Jiří Thýn is a leading figure of the Central and Eastern European post-conceptual photography scene. Taking a critical approach towards the genre of photography, Thýn has in recent years experimented with formal and spatial solutions that push the boundaries of the medium, gradually refining his distinctive artistic language within the fields of lyrical conceptualism and non-narrative photography. His photographs often incorporate elements typical of other genres, such as the gestural nature and immediacy of painting.
Having made important steps towards abstract photography, as well as addressing the issue of ‘untranslatability’ between the global modernist art canon and local artistic voices, he has recently turned his attention towards dilemmas concerning the possibility or impossibility of capturing our current reality. Although he most often seeks formal solutions that detach themselves from their social contexts and direct political referents, Thýn’s work cannot be disentangled from the experience and social aspects of our perception of contemporary reality. These factors are an integral part of even those of his works that are clearly focused on abstraction.

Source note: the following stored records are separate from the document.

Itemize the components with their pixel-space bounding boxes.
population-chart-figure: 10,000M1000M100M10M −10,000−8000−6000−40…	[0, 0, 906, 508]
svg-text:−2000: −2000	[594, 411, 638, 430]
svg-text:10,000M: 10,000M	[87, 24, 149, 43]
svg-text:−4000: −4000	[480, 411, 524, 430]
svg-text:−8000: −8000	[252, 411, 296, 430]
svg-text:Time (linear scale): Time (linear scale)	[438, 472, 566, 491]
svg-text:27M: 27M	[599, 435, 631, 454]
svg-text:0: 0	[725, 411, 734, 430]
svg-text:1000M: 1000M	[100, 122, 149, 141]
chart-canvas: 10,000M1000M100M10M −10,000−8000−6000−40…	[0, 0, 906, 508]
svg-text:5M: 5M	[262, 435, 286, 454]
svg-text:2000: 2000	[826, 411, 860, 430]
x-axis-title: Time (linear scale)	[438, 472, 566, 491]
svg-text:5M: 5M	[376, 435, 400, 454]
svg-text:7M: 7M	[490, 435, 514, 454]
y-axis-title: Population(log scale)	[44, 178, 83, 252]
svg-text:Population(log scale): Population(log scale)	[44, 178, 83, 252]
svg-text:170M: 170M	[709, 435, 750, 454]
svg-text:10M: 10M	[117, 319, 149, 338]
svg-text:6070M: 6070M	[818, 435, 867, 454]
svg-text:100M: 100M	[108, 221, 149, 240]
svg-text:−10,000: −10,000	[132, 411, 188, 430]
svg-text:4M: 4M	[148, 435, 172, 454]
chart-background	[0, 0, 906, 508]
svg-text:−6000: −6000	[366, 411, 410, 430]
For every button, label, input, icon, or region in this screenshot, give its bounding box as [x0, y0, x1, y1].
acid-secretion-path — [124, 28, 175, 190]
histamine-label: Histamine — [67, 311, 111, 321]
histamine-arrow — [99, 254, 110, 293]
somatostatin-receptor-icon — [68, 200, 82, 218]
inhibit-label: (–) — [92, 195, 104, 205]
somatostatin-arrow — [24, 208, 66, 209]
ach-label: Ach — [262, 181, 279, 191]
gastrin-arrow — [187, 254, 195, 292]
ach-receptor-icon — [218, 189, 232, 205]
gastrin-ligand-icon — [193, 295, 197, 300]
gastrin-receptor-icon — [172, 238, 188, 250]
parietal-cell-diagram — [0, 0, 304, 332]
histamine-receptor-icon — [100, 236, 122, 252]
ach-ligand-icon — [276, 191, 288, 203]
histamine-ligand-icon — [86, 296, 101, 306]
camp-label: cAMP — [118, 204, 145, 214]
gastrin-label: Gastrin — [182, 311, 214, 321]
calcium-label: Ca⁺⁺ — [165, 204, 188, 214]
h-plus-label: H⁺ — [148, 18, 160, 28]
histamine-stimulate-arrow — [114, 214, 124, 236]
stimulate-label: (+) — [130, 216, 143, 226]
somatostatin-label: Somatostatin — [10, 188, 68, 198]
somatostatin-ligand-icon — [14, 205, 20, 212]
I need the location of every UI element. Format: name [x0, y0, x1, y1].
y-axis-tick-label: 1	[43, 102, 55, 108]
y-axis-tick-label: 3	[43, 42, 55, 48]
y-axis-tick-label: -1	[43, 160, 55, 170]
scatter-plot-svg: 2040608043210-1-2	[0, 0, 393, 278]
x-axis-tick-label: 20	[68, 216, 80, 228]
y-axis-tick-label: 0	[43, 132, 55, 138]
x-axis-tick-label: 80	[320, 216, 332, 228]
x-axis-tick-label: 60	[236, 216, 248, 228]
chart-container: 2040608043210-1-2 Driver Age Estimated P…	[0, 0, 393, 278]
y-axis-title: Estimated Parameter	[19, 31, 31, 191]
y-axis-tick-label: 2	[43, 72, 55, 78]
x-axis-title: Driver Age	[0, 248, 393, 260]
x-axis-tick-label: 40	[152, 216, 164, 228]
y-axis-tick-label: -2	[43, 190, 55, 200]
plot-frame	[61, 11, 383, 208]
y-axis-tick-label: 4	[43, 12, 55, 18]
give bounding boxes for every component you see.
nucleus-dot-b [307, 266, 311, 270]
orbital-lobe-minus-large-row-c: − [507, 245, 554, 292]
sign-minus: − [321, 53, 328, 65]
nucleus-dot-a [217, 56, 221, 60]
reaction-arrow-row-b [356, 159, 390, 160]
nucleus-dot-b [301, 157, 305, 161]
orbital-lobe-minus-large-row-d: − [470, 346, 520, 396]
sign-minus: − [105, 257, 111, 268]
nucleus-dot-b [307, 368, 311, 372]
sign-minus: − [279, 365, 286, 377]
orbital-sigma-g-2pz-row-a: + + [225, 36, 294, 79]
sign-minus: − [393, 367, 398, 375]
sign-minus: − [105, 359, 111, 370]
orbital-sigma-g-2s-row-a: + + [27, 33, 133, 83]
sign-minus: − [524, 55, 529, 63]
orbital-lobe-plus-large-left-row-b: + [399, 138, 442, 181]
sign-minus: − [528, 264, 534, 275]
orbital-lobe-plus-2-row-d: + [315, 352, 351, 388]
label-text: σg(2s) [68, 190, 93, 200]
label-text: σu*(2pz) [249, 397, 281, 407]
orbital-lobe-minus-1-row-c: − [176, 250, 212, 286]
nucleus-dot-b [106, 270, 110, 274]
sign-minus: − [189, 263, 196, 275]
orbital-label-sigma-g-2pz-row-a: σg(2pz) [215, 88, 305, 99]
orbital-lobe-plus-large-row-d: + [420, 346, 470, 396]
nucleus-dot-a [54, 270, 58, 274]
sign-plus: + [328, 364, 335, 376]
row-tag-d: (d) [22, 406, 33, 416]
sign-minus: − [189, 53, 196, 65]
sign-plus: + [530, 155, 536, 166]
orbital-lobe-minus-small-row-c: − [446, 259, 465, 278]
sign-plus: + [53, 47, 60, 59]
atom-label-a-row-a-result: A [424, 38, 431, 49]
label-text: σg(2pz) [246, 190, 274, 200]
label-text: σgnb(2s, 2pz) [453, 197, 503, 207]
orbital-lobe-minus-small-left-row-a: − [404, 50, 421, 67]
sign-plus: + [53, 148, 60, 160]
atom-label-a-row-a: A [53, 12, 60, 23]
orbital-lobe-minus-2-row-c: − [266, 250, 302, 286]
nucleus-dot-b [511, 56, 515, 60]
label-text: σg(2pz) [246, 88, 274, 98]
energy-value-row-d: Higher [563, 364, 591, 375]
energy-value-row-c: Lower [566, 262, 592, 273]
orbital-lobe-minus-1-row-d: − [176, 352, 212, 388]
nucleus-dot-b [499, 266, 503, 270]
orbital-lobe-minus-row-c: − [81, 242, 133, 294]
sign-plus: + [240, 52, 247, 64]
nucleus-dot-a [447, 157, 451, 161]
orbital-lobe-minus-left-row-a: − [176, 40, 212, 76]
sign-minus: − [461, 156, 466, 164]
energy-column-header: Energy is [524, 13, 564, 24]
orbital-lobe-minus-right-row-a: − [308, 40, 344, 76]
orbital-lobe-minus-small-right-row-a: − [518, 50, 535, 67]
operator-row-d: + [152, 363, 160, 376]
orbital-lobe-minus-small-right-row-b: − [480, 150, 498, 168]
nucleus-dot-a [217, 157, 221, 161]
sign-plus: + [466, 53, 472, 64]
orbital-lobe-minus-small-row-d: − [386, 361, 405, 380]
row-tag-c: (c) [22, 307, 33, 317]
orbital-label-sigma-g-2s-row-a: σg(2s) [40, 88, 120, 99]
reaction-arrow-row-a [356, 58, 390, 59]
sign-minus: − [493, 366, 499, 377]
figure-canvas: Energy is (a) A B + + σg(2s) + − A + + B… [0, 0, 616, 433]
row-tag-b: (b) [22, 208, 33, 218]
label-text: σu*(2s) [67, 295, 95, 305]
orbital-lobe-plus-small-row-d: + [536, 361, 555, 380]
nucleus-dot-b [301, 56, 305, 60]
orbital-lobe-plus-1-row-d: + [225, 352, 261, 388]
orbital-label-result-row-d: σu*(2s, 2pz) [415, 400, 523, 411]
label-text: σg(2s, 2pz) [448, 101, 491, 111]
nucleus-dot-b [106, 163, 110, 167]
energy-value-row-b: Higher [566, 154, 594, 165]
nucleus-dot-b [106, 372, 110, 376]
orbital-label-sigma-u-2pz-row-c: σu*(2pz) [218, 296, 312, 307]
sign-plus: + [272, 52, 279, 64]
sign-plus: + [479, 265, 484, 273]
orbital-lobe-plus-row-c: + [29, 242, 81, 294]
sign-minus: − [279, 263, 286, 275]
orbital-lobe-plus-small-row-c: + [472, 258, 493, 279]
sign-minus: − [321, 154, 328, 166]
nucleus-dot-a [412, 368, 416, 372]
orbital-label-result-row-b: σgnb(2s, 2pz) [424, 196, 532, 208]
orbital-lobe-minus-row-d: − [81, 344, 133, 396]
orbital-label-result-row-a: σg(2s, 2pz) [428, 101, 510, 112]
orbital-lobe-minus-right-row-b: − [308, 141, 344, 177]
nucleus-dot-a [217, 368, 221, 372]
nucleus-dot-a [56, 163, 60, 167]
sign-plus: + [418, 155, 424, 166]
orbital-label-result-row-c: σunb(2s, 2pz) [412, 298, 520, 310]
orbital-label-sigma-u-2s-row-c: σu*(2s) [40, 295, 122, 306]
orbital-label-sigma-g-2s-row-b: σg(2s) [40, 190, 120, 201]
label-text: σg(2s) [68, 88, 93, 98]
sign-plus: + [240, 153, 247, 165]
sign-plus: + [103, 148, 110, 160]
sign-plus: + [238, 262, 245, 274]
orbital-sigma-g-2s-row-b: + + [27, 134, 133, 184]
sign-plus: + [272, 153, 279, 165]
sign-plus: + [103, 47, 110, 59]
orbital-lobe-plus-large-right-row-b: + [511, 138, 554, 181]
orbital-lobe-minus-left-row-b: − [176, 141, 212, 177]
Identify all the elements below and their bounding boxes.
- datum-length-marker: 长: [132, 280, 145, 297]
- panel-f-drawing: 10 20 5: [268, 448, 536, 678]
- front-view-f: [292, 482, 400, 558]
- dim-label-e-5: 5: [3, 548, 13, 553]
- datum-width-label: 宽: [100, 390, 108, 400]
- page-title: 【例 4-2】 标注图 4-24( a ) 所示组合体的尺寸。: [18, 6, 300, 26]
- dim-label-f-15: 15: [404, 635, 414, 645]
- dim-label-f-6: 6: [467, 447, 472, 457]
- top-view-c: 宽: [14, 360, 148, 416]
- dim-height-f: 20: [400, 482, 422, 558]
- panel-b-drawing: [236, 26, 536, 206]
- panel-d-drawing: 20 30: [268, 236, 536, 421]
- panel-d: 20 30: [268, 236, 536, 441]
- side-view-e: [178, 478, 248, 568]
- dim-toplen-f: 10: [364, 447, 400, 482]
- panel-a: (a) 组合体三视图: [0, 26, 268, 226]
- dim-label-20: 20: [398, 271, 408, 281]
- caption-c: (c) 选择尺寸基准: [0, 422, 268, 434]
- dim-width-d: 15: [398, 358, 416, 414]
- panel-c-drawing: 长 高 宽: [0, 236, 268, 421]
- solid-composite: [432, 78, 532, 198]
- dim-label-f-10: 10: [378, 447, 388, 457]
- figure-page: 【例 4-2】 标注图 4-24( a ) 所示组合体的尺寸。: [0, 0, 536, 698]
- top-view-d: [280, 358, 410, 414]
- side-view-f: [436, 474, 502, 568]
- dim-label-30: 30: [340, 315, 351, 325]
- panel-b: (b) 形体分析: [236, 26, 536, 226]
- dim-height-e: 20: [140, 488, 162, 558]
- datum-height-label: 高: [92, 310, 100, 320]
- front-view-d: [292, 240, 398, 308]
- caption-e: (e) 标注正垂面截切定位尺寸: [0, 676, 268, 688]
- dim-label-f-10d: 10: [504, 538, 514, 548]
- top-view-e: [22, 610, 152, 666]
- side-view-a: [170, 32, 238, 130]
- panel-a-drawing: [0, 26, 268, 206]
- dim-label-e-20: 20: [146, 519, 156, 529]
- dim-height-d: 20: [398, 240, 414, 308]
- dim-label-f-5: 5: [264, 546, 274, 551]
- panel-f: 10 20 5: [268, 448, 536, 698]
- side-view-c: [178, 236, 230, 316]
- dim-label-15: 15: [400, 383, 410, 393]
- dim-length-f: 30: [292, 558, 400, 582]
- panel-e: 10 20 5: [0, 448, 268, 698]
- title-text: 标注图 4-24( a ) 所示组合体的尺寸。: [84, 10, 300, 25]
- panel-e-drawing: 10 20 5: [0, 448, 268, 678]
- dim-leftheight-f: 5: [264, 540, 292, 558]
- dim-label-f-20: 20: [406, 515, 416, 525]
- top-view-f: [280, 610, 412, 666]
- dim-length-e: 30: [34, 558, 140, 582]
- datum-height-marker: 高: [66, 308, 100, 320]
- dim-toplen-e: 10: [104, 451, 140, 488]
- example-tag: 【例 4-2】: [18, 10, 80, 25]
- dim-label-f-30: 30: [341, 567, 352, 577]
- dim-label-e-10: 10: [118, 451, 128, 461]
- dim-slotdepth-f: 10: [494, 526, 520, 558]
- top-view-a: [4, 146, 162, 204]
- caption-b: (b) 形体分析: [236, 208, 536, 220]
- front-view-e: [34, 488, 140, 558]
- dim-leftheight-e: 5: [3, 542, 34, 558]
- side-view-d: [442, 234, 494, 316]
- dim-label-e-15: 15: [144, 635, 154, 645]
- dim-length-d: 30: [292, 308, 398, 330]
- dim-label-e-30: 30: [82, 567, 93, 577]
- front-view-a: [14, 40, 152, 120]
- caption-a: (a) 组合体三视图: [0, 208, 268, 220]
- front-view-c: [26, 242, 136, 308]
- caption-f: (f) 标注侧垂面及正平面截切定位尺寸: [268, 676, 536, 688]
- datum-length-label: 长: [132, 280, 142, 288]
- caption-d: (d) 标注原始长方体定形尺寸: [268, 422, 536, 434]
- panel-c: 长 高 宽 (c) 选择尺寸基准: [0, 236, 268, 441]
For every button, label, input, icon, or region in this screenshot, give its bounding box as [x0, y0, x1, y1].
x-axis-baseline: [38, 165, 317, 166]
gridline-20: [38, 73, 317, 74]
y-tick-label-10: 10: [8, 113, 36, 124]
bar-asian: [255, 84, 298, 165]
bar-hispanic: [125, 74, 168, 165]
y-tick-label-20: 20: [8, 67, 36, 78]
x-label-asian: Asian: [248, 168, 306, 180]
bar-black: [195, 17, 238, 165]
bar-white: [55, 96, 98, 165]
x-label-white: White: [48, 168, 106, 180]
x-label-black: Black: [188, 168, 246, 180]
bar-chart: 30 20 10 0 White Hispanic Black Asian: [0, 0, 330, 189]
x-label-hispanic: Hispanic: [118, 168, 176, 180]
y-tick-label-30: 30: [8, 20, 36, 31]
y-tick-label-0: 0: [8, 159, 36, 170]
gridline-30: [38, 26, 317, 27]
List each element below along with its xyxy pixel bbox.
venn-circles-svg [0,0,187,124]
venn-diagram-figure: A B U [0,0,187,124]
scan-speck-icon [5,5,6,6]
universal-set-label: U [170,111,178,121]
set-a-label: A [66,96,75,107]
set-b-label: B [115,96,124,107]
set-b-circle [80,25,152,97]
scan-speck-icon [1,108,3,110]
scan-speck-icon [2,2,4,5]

Thýn’s photographs can be perceived as the artist’s commentaries on our contemporary condition, or – as curator Jiří Ptáček wrote in relation to Thýn’s 2015 exhibition – as ‘pictures that have not happened, although they exist.’ Jiří Thýn’s solo exhibition at Trafó Gallery – his first solo exhibition in Hungary – also presents such pieces. The gallery space, unsettling and evoking a sublime and eerie milieu, features still lifes that resemble traps.
Traps in which we can regard with the calmness and resignation of an outside observer as we destroy ourselves and everything around us, and as the unbridled serpent that emerges from the ashes, plastic rubbish and other remnants of our violent reality after the flames engulf everything.